Updated

An assistant principal at San Marino High School (search) was arrested for allegedly sending herself 39 threatening letters she claimed were sent by students.

Mary Andrea Mitchel (search), 41, pleaded not guilty on Tuesday to 123 charges and she was jailed after Superior Court Judge Barbara Lee Burke set bail at $480,000 bail.

Mitchel notified the San Marino Police Department about the threatening letters, which began arriving in March and continued through November, Deputy District Attorney Shelly Torrealba said. Some of the typewritten letters contained white powder, she said.

Mitchel offered seven names of students who might have sent the letters and the students were investigated but never arrested, Torrealba said.

The assistant principal was given escorts and surveillance, Torrealba said, and the Police Department appealed to the FBI, the South Pasadena Police Department and U.S. Postal Service for help in the investigation.

Mitchel eventually admitted she wrote the letters to get attention, the prosecutor said.

The San Marino Police Department expended 780 man-hours on the investigation worth about $33,000, which it will seek to recoup. Mitchel was also charged with threatening the high school's resource officer, who is a police employee.

Defense attorney Michael Mayock (search) said Mitchel and the resources officer Jim Henson were romantically involved.

"She was attempting to extricate herself from a situation she couldn't put up with. That was a cry for help," Mayock said.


▸ Exercise:
The lines to output run from the first line of the entries below through the line containing "Task: Click on"; copy them exactly and leave out pictures.

#### Data to use

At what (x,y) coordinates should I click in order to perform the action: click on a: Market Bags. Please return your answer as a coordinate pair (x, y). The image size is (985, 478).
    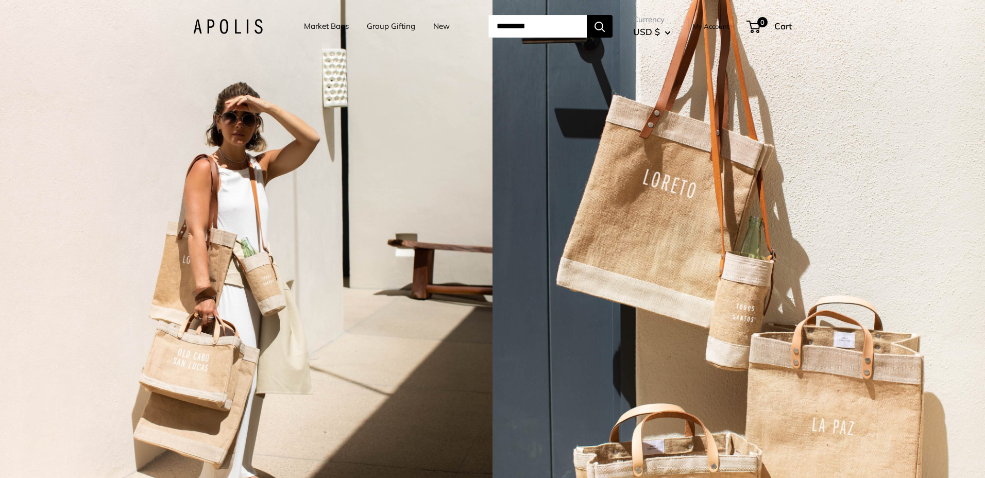
    Looking at the image, I should click on (326, 26).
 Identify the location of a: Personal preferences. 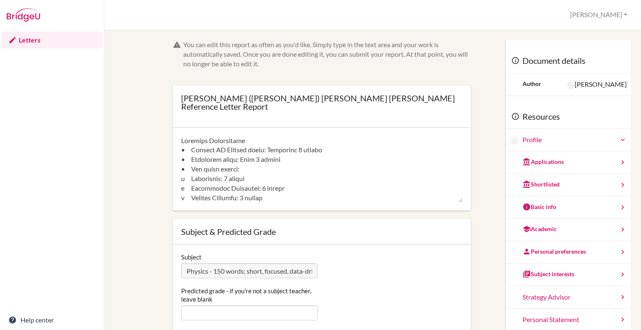
(569, 253).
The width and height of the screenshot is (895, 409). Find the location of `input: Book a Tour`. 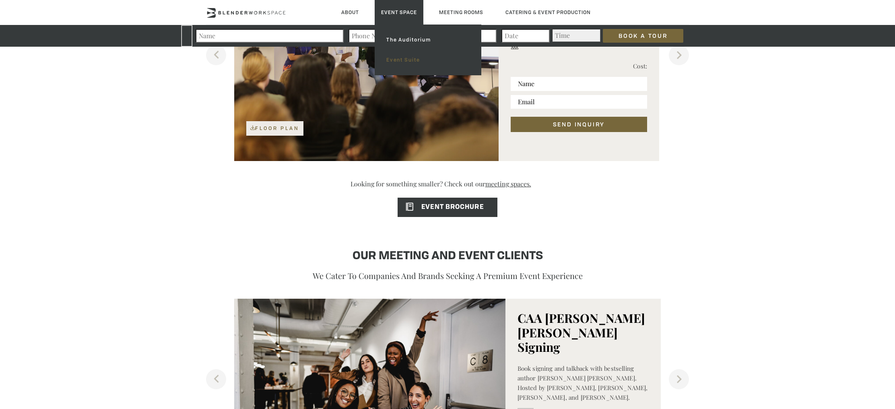

input: Book a Tour is located at coordinates (643, 36).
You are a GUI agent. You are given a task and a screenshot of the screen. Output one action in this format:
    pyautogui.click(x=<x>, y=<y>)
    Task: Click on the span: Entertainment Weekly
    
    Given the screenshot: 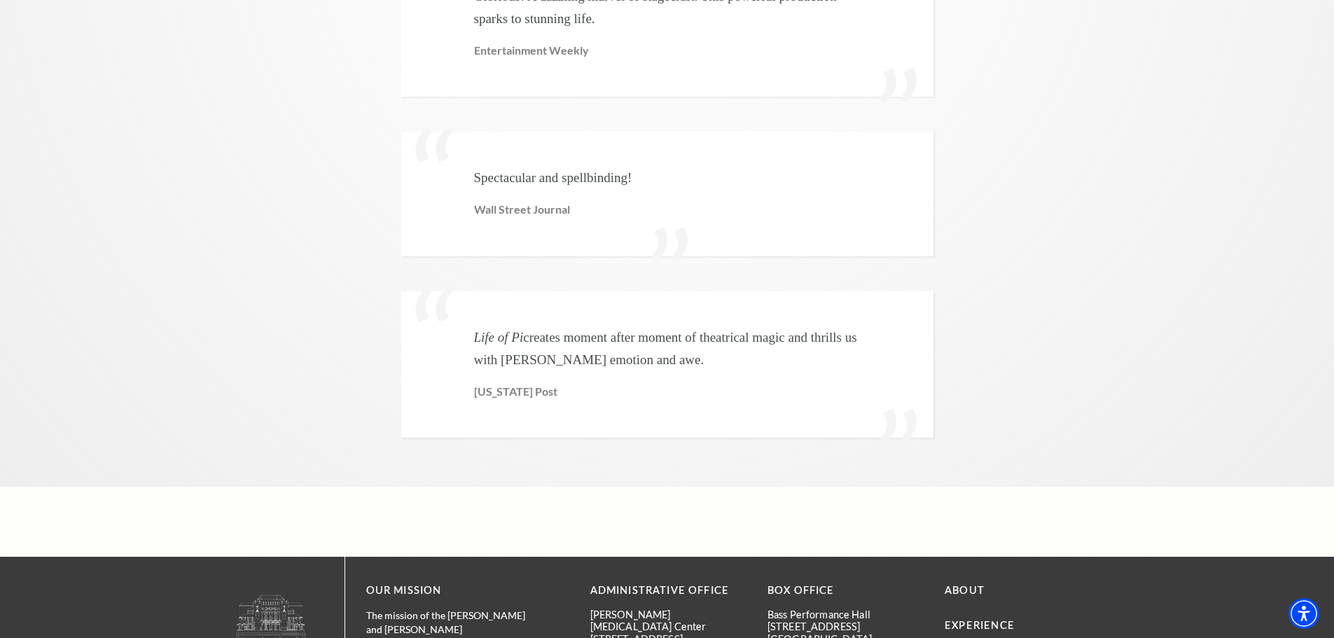 What is the action you would take?
    pyautogui.click(x=532, y=50)
    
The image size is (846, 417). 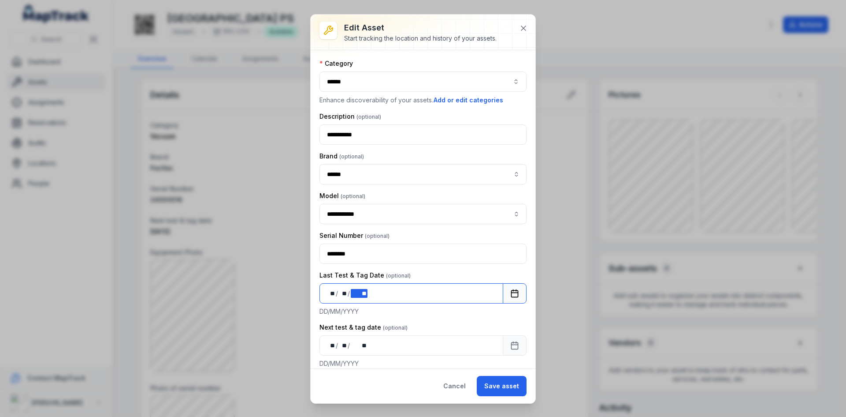 I want to click on label: Description, so click(x=350, y=116).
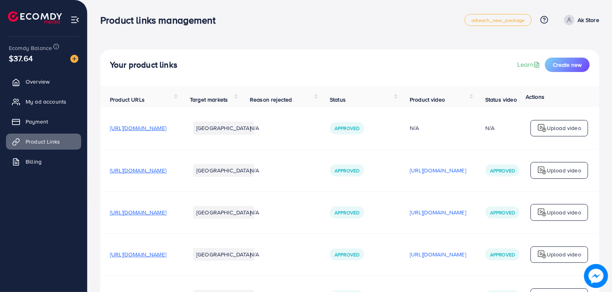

########

▸ Response for this exercise:
At what (x,y) coordinates should I click in order to perform the action: click on a: Market Bags. Please return your answer as a coordinate pair (x, y). The image size is (985, 478).
    Looking at the image, I should click on (326, 26).
 Identify the location of a: Personal preferences. 
(569, 253).
The width and height of the screenshot is (895, 409). Find the location of `input: Book a Tour`. 

input: Book a Tour is located at coordinates (643, 36).
You are a GUI agent. You are given a task and a screenshot of the screen. Output one action in this format:
    pyautogui.click(x=<x>, y=<y>)
    Task: Click on the span: Entertainment Weekly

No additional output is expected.